Wednesday, June 20, 2007

Health Ministry D-G tells docs to stop flirting with dubious practices

Star: PETALING JAYA: Stop questionable medical practices, be more human and constantly update your knowledge.
These were among the reminders Health Ministry director-general Tan Sri Dr Ismail Merican issued to the medical profession yesterday.
He said there were some doctors who indulged in direct selling of non-evidence based treatment that could mar the profession.
“You do not have to go around and do any kind of business other than that of healing,” he said.
Dr Ismail said it was disappointing that some doctors flirted with unproven methods and used their professional status to carry out the activities.

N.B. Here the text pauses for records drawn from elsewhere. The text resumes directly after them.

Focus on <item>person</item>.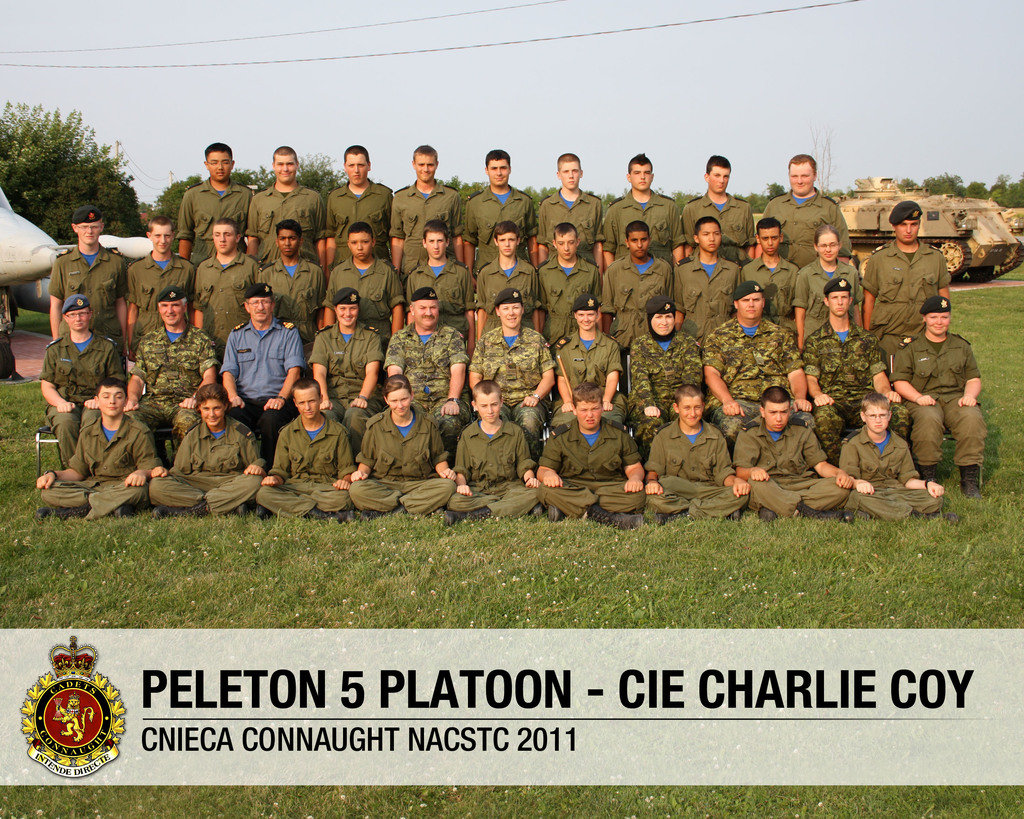
Focused at locate(621, 295, 700, 465).
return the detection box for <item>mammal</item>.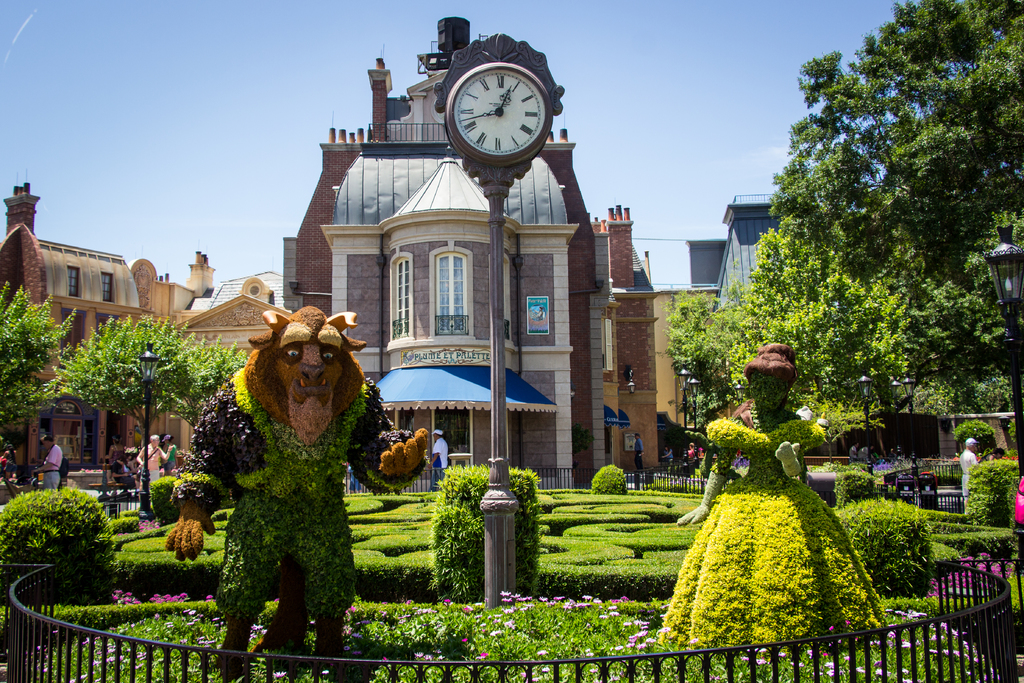
164:432:176:473.
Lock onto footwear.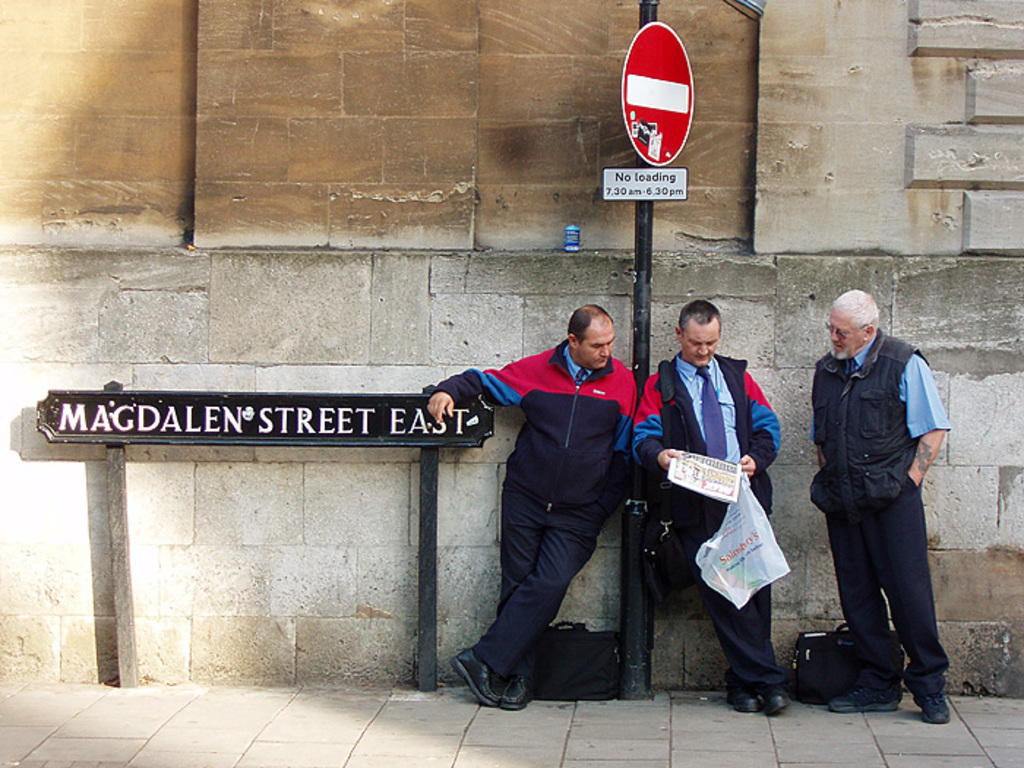
Locked: left=455, top=645, right=535, bottom=718.
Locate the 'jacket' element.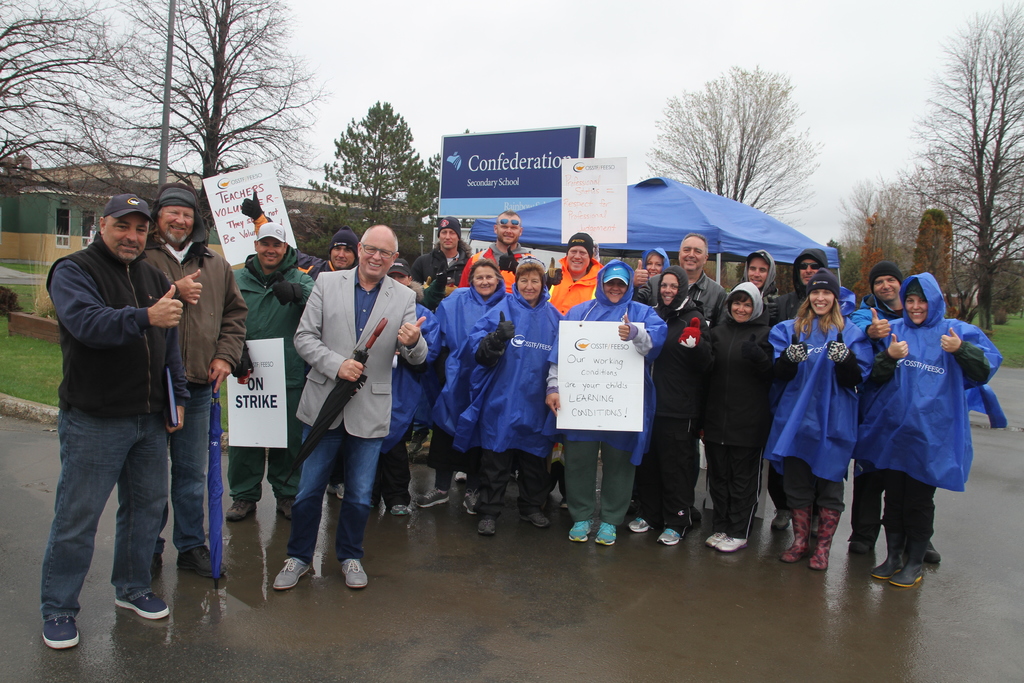
Element bbox: x1=409 y1=242 x2=472 y2=286.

He added that there were reports that some doctors even displayed such products in their waiting areas or at the front portion of their clinics.

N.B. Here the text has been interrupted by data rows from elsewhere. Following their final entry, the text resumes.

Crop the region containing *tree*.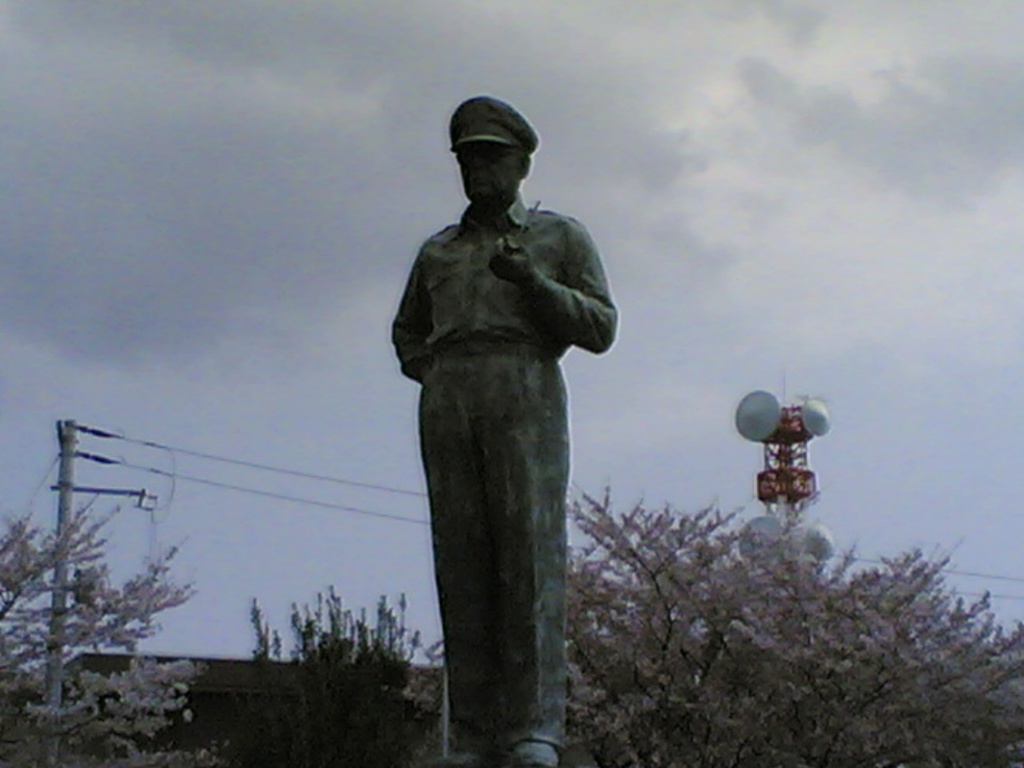
Crop region: bbox=(406, 470, 1023, 766).
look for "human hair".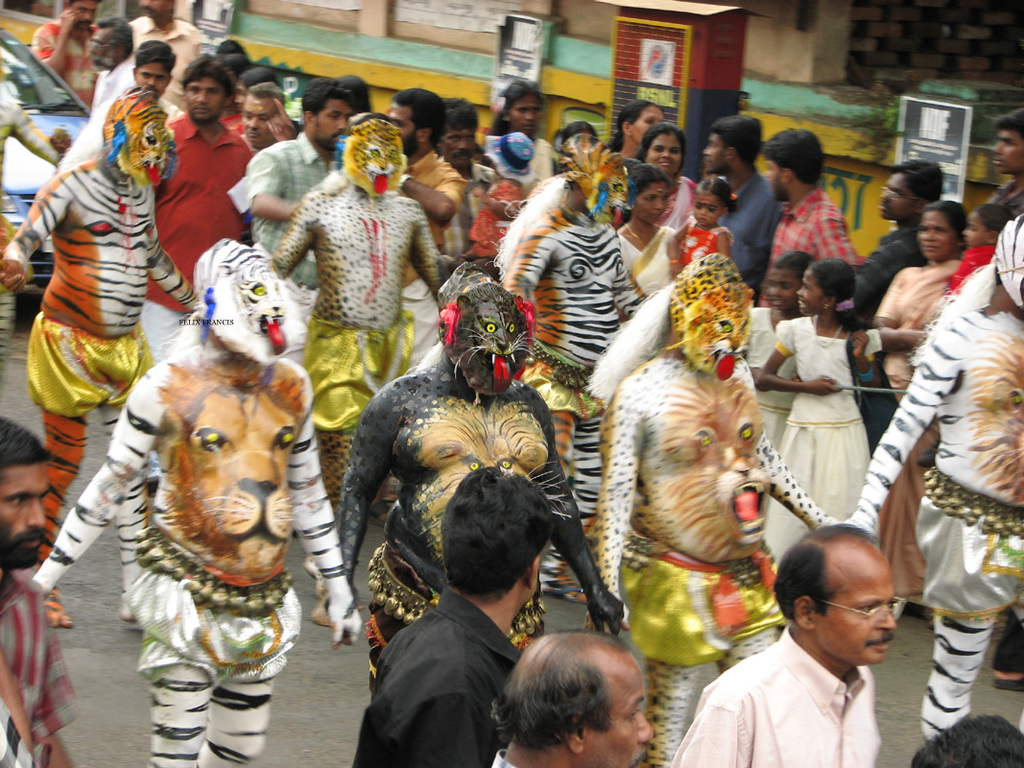
Found: pyautogui.locateOnScreen(994, 106, 1023, 139).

Dr Ismail said that while doctors could recommend supplements, they should not promote certain brands at their clinics.
“The surreptitious recommendation of products of doubtful pharmaceutical benefits to trusting patients must stop,” he said.
He also noted that doctors today were increasingly being perceived as cold and impersonal, even “machine-like” in dealing with patients.

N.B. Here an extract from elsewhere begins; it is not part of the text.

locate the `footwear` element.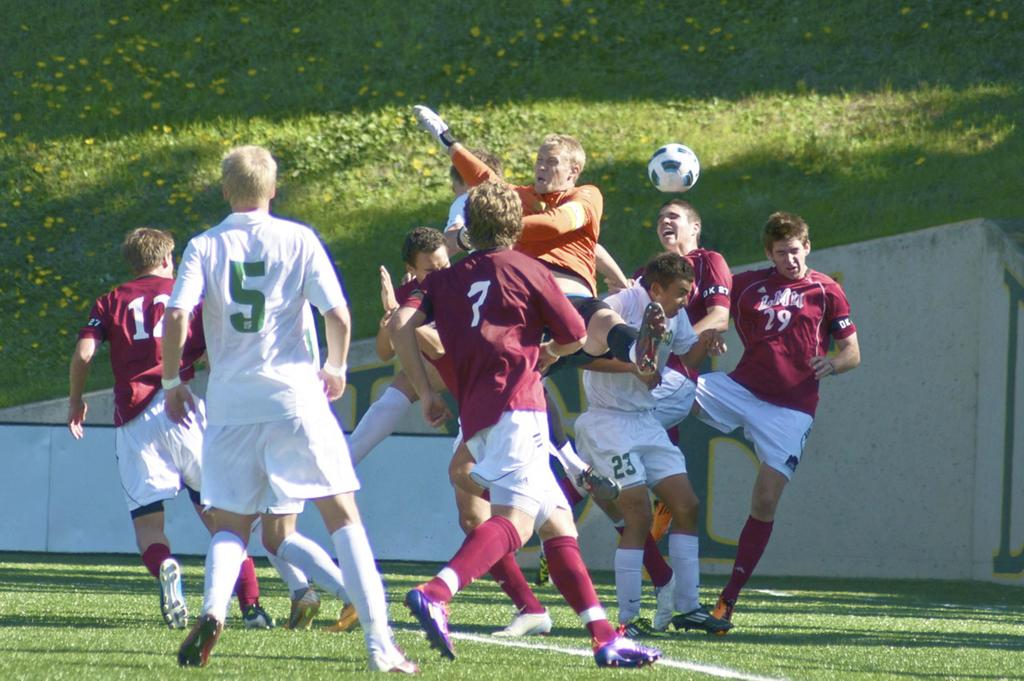
Element bbox: <bbox>535, 546, 554, 589</bbox>.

“Having new technology does not help. New doctors depend more on the machines than their clinical acumen,” he added.
“The machine remains a machine. We are humans and we have attributes that help us make intelligent diagnosis. The over-reliance on new technology can be our undoing.”
Dr Ismail also said that doctors must “listen well” to their patients, who had a right to access their healthcare records and to a second opinion.
“Remember, before patients pour their hearts out to you, they must be assured that you have a heart in the first place, to listen and understand their apprehensions. Your non-verbal message is as important as your verbal message,” he said.
He said that doctors also needed to keep in touch with current clinical developments as many patients nowadays were “armed” with information from the Internet or from previous consultations, adding that such information had now become a necessity rather than a luxury.
Dr Ismail said that, alternatively, doctors should not be trapped into doing what the patient wants or demands.
The medical profession, he said, needed self-regulation, and the Malaysian Medical Association should educate its members about updating clinical knowledge, continuous professional development and maintaining strict practice standards, and emphasise the need to work ethically.